Little as I regard the productions of Diana Price and Joseph Sobran, they are models of scholarly restraint next to Shakespeare's Fingerprints, in which Michael Brame and Galina Popova claim that the Earl of Oxford wrote not only Shakespeare but practically all other Elizabethan literature.
Monstrous Adversary: The Life of Edward de Vere, 17th Earl of Oxford by Alan H. Nelson is a sober, though occasionally mind numbingly detailed, account of the Shakespeare claimant's real life, one that had little to do with literature but is interesting in its own right. Oxford, despite his lofty birth, inherited wealth and valuable marriage, was a malcontent who failed in all of his strivings to coin privilege into power. While the mainsprings of his character remain enigmatic, his career illustrates how much leeway the Tudor elite would grant to an erring son and the limits of its trust.
Not directly about who wrote Shakespeare but invaluable as a source of authentic information on aristocratic literary output in Sixteenth Century England is The Elizabethan Courtier Poets by Steven May.
Shakespeare the Player by John Southworth approaches the Bard as an actor first and dramatist second, a perspective that gives new plausibility to many aspects of his career.
The Case for Shakespeare by Scott McCrea is the best overview yet of the current state of the Authorship "debate", though it could have used discreet editorial pruning.
"From Mapplethorpe to Oxenford" examines the copious misinformation about Shakespearean authorship presented as fact by the National Endowment for the Arts.

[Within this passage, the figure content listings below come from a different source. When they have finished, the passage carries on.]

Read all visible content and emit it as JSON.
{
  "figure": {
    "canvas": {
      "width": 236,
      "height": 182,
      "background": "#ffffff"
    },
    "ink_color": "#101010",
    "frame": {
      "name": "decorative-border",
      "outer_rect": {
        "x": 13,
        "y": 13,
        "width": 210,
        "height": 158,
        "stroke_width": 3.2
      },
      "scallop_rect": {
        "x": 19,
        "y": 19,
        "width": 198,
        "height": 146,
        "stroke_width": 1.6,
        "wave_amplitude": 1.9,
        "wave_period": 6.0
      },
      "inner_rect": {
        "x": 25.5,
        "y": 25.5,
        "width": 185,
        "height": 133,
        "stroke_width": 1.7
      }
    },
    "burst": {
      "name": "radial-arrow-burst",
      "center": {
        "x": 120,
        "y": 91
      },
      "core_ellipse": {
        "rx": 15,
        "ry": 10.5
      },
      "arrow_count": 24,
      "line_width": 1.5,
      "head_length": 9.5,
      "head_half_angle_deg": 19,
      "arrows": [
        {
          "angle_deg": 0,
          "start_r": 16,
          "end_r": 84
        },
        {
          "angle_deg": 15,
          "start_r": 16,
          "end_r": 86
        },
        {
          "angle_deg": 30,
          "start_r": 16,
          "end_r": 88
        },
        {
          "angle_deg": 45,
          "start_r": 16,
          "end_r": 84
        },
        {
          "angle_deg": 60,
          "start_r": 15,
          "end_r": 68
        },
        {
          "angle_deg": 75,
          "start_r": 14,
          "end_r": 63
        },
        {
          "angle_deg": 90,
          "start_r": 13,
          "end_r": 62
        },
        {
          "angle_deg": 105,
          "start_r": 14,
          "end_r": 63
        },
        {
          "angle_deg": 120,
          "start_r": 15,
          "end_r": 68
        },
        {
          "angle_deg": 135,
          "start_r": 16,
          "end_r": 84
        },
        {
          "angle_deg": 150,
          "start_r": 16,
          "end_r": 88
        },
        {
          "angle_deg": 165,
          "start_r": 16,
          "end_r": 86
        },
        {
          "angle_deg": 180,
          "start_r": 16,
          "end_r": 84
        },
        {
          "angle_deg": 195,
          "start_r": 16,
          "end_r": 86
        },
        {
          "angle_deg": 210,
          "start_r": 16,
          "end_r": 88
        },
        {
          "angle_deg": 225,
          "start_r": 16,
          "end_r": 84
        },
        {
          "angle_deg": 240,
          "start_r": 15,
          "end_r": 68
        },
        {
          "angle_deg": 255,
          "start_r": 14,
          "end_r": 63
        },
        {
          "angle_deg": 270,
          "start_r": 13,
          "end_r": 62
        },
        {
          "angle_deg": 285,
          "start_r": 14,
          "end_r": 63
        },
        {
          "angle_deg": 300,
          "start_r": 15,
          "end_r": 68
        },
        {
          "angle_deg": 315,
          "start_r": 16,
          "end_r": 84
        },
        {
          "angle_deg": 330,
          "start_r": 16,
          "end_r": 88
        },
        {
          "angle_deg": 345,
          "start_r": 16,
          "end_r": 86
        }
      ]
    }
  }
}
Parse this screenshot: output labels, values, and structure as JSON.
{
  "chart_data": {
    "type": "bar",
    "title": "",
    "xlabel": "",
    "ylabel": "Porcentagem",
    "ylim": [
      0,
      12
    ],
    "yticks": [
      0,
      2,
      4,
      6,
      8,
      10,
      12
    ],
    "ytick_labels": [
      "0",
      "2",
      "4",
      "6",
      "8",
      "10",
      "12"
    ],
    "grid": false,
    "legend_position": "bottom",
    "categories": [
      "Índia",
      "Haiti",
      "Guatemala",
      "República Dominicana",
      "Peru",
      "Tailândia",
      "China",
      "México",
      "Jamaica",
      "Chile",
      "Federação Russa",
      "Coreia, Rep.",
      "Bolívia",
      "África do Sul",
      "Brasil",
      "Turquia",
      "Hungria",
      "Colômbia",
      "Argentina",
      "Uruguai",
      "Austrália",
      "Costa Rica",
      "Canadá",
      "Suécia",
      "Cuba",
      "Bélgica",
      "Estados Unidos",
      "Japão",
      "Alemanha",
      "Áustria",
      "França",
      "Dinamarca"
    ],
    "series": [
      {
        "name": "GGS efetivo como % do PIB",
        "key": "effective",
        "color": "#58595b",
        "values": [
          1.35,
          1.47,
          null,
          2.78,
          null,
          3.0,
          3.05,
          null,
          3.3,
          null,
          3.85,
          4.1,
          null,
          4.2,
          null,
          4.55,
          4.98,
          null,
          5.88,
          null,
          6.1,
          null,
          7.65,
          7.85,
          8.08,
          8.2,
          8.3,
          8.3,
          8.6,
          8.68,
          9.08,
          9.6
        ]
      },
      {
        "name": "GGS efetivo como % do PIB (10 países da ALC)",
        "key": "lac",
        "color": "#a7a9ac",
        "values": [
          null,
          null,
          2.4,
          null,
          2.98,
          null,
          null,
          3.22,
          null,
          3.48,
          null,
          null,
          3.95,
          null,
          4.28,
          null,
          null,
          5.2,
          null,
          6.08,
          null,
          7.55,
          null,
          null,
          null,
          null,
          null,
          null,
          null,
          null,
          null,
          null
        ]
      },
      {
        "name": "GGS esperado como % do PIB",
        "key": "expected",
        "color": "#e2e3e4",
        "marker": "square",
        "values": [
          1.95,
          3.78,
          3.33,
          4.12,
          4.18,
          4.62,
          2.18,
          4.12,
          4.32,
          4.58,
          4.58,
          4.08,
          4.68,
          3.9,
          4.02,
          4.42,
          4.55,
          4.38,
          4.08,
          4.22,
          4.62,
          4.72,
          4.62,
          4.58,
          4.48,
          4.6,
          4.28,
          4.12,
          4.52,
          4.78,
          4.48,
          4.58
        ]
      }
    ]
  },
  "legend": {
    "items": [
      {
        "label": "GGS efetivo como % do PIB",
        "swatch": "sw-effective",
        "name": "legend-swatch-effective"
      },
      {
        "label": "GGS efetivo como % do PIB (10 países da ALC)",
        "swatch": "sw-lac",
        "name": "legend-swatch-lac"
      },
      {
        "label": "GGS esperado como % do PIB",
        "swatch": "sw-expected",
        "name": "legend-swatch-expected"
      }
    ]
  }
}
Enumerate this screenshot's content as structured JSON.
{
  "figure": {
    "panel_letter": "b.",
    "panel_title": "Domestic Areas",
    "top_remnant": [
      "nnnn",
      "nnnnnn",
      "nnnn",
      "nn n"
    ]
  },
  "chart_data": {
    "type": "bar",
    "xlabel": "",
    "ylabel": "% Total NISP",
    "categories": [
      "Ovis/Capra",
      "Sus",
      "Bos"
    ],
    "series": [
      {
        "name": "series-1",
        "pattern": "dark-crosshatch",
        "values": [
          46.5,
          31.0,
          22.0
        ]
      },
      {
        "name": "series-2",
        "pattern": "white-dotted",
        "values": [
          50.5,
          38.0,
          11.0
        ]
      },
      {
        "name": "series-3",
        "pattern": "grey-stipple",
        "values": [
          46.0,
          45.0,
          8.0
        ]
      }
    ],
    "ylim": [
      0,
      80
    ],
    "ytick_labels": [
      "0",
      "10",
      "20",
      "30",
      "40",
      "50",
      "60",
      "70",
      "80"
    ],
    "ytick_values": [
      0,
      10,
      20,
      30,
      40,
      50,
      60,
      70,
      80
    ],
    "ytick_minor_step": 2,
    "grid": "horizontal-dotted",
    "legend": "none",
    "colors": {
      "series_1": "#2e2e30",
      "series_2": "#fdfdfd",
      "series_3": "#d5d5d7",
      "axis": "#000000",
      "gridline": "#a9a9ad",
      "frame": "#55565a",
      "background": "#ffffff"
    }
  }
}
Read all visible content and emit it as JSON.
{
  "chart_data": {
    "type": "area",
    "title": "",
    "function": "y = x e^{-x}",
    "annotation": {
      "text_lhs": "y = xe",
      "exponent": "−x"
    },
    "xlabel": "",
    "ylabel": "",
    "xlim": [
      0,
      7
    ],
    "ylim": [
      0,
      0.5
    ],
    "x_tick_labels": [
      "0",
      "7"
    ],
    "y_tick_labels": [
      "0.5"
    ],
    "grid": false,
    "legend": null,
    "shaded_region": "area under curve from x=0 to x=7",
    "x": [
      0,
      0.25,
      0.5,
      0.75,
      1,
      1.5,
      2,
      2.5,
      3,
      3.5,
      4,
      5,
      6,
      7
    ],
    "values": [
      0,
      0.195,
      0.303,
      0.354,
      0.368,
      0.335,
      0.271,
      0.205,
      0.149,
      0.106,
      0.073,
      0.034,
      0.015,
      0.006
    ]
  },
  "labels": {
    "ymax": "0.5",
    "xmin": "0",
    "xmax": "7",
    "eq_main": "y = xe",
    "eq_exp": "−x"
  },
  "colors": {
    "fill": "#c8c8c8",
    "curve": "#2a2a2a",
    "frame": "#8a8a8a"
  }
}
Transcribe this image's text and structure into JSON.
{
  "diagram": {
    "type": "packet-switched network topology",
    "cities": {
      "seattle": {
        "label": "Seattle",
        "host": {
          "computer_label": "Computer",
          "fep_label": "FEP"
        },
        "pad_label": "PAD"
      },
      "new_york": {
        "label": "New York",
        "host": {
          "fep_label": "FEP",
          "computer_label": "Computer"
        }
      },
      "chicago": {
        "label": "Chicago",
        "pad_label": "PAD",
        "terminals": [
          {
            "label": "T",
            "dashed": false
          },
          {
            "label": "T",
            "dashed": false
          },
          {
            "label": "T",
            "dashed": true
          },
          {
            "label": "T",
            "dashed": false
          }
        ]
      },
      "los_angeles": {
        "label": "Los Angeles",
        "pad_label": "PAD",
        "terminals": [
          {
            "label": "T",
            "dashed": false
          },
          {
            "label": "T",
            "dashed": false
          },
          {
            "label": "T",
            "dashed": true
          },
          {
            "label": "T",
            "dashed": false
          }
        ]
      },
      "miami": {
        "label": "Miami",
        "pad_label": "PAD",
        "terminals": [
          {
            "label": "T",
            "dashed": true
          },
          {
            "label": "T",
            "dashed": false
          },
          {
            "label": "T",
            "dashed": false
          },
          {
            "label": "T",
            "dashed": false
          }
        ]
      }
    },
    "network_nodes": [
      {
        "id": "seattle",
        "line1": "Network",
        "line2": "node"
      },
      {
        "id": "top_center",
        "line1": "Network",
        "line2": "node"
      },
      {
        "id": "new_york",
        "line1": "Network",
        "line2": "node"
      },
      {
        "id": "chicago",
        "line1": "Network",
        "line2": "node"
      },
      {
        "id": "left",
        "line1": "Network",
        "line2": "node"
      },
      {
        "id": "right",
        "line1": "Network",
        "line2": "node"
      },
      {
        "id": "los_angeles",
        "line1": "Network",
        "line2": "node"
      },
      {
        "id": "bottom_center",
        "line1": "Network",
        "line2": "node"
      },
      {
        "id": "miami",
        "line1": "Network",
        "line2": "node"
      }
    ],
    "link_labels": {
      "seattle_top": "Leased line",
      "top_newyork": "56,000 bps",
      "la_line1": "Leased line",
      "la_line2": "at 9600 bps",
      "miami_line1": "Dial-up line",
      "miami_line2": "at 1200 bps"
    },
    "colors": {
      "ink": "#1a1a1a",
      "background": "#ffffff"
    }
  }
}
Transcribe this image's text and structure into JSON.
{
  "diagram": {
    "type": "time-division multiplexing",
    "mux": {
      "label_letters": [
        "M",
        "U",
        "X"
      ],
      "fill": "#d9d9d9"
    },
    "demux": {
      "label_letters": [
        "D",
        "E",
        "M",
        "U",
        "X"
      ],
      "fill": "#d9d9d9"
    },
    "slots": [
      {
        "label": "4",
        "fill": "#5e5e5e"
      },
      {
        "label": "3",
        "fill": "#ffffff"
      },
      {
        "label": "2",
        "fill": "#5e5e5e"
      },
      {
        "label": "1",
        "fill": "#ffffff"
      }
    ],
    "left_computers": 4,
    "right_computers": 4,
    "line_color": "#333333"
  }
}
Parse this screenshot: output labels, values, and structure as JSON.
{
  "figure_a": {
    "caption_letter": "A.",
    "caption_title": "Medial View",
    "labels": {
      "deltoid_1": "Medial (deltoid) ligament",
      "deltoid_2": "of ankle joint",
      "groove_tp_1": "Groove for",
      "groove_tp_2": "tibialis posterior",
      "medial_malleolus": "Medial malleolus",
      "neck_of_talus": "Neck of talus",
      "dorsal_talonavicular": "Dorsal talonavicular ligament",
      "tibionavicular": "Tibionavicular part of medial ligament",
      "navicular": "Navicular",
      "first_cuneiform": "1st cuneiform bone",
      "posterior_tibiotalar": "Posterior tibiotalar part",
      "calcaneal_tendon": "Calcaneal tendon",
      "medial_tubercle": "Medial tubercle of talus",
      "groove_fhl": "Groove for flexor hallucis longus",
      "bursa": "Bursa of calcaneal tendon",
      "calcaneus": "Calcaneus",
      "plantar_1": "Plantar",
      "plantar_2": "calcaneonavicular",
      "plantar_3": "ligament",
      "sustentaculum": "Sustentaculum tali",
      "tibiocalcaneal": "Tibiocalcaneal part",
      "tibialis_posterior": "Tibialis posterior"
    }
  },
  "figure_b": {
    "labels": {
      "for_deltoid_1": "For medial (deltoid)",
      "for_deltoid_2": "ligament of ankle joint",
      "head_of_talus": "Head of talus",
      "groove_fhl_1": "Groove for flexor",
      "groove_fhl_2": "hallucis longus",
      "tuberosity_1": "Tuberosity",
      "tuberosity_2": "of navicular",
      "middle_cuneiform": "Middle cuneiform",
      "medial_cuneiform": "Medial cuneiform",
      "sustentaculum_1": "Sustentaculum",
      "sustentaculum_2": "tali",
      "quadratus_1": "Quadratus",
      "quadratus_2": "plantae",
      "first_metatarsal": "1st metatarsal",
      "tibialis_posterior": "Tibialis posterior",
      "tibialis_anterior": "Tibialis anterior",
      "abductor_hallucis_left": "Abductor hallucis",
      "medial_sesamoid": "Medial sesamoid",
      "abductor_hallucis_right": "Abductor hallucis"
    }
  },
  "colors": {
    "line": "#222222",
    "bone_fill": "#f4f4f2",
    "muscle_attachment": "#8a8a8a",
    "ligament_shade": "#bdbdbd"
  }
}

For more information on aberrant theories concerning the Bard, see the Shakespeare Authorship Web site, which covers just about every aspect of the question. I have also begun discussing selected aspects of the question in Querulous Notes. For those who are specifically interested in the 17th Earl of Oxford, Alan H. Nelson of Berkeley, author of the biography of the earl noted above, has posted extensive documentary materials on his Web site.
C. S. Lewis
Spirits in Bondage was Lewis' first published book, written while he was still an atheist and aspired to forge a career as a poet. If he had written nothing else, this verse would not have kept his name alive, but it has moments that foreshadow future greatness.
The largest undertaking of Lewis' life was Poetry and Prose in the Sixteenth Century, a volume in the Oxford History of English Literature. Surveys on this scale are now normally divided among a battalion of scholars. Lewis worked alone, scrupulously reading every extant English and Scottish book from his period. Years of unremitting labor finally produced a work that is dense with facts and opinions but never tedious.
Of Other Worlds, one of the first posthumous Lewis collections, centers on the reading and making of stories. Highlights are "On Stories", "On Science Fiction" and "A Reply to Professor Haldane", which explains and defends the ideas the underlie the Perelandra trilogy.
The Dark Tower and Other Stories collects Lewis' minor fiction, consisting of two fragments of unfinished novels and four short stories. Except for two of the stories, none of these writings was published during Lewis' lifetime. The claim that they are pseudepigraphia is considered in the review of Kathryn Lindskoog's Sleuthing C. S. Lewis.
Two Lewis "encyclopedias" marked the centenary of his birth. C. S. Lewis: Companion and Guide is the product of his literary executor Walter Hooper and has the virtues and defects of a massive one-man effort. The C. S. Lewis Reader's Encyclopedia draws on over 40 contributors, significantly not including Hooper.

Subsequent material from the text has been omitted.